T
Tim Gillett
Banned
Another Tom Scholz quote, this time to highlight not so much his negative view of digital recording as his extremely positive view of analog tape recording as "what goes in is what comes out".
It's from the same 2006 article quoted in the previous thread about A/D conversion messing up the stereo image. Here again is the link to the full interview.:
30 Minutes with Tom Scholz of Boston | thirdstage.ca | BOSTON News, Video, Audio, Articles and much more!
Quote:
In general, you've never been a fan of digital. (Interviewer)

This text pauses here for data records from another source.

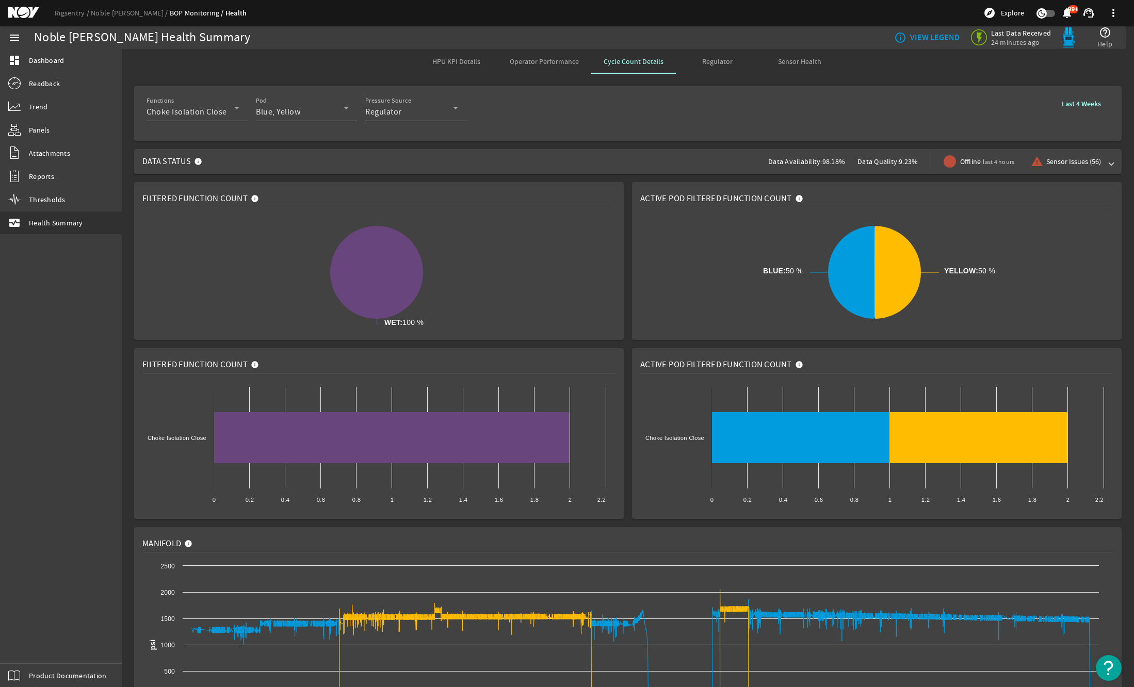 Image resolution: width=1134 pixels, height=687 pixels. Describe the element at coordinates (174, 161) in the screenshot. I see `mat-panel-title: Data Status` at that location.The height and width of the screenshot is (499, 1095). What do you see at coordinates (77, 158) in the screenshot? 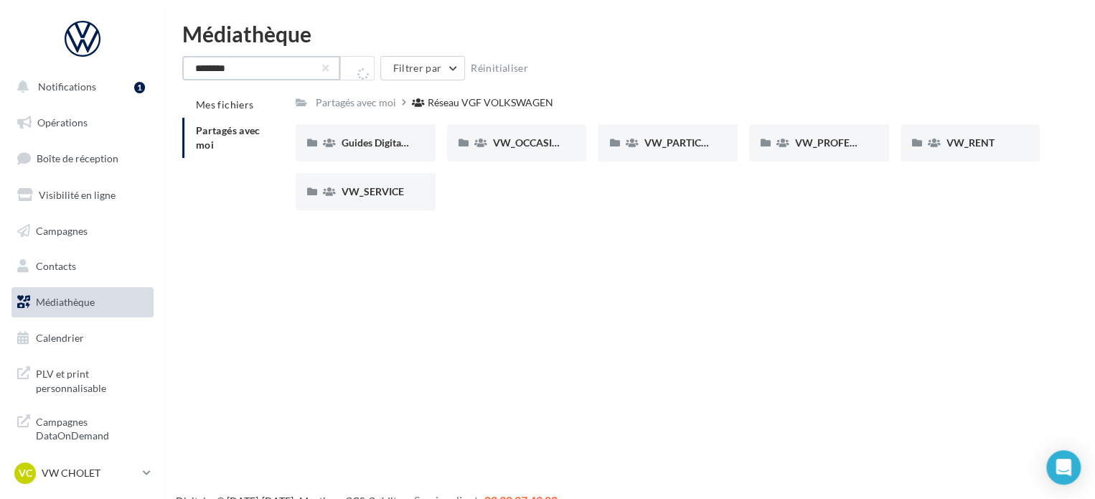
I see `span: Boîte de réception` at bounding box center [77, 158]. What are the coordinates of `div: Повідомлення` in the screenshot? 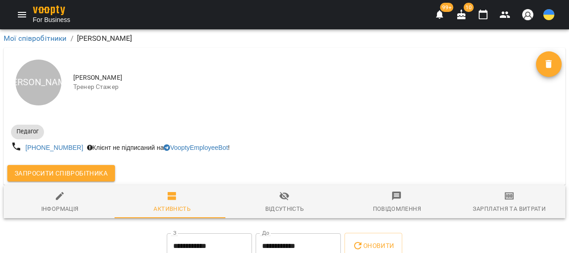 It's located at (397, 209).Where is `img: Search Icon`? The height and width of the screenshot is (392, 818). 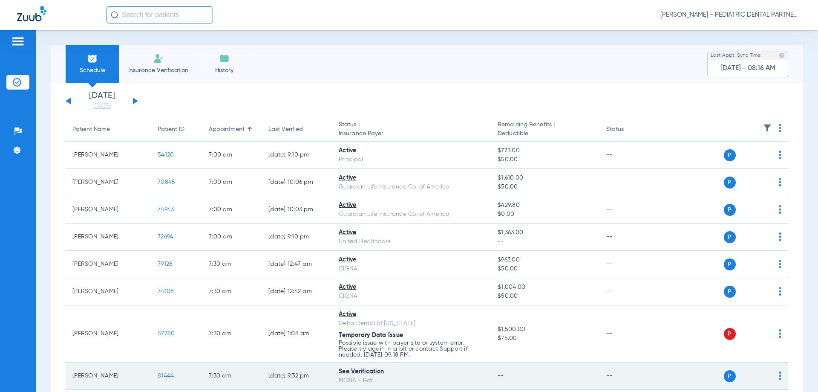
img: Search Icon is located at coordinates (115, 15).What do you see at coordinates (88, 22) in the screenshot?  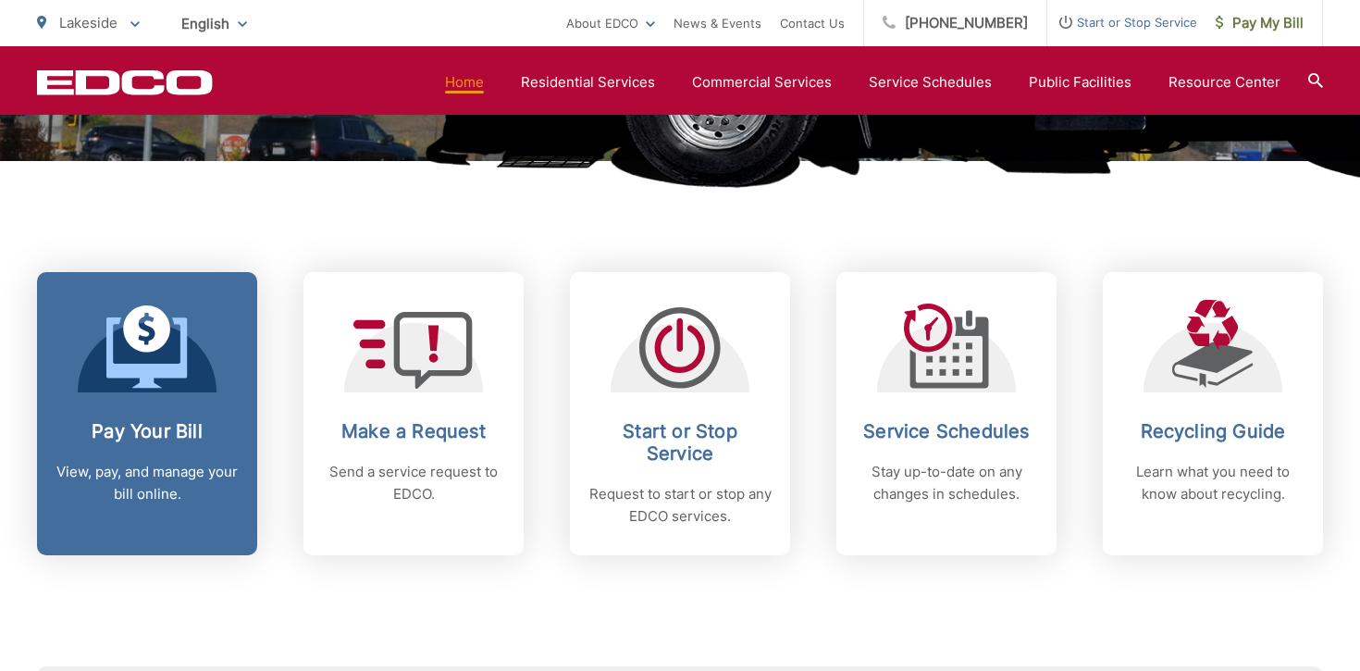 I see `span: Lakeside` at bounding box center [88, 22].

" I work only in an analog studio, so I hear music at its very best. I mean, there's nothing like the sound of an analog multitrack recording playing back. You'll never hear it sound so good again because it actually is the real thing. It's the real music by the real musicians, the phase hasn't been all screwed up by the A/D conversion, and the high end isn't all messed up trying to fit a 16-kHz tone into three pieces of a 44-Hz sampling rate. In an analog studio, you're hearing pristine, real-world sound, the way it would sound if it was coming through the mikes, and you were listening to them in headphones right there in your room."
Somebody like to start the ball rolling?
Again, comments from skilled, experienced audio people preferred. Thanks.
Tim
It's from the same 2006 article quoted in the previous thread about A/D conversion messing up the stereo image. Here again is the link to the full interview.:
30 Minutes with Tom Scholz of Boston | thirdstage.ca | BOSTON News, Video, Audio, Articles and much more!
Quote:
In general, you've never been a fan of digital. (Interviewer)
" I work only in an analog studio, so I hear music at its very best. I mean, there's nothing like the sound of an analog multitrack recording playing back. You'll never hear it sound so good again because it actually is the real thing. It's the real music by the real musicians, the phase hasn't been all screwed up by the A/D conversion, and the high end isn't all messed up trying to fit a 16-kHz tone into three pieces of a 44-Hz sampling rate. In an analog studio, you're hearing pristine, real-world sound, the way it would sound if it was coming through the mikes, and you were listening to them in headphones right there in your room."
Somebody like to start the ball rolling?
Again, comments from skilled, experienced audio people preferred. Thanks.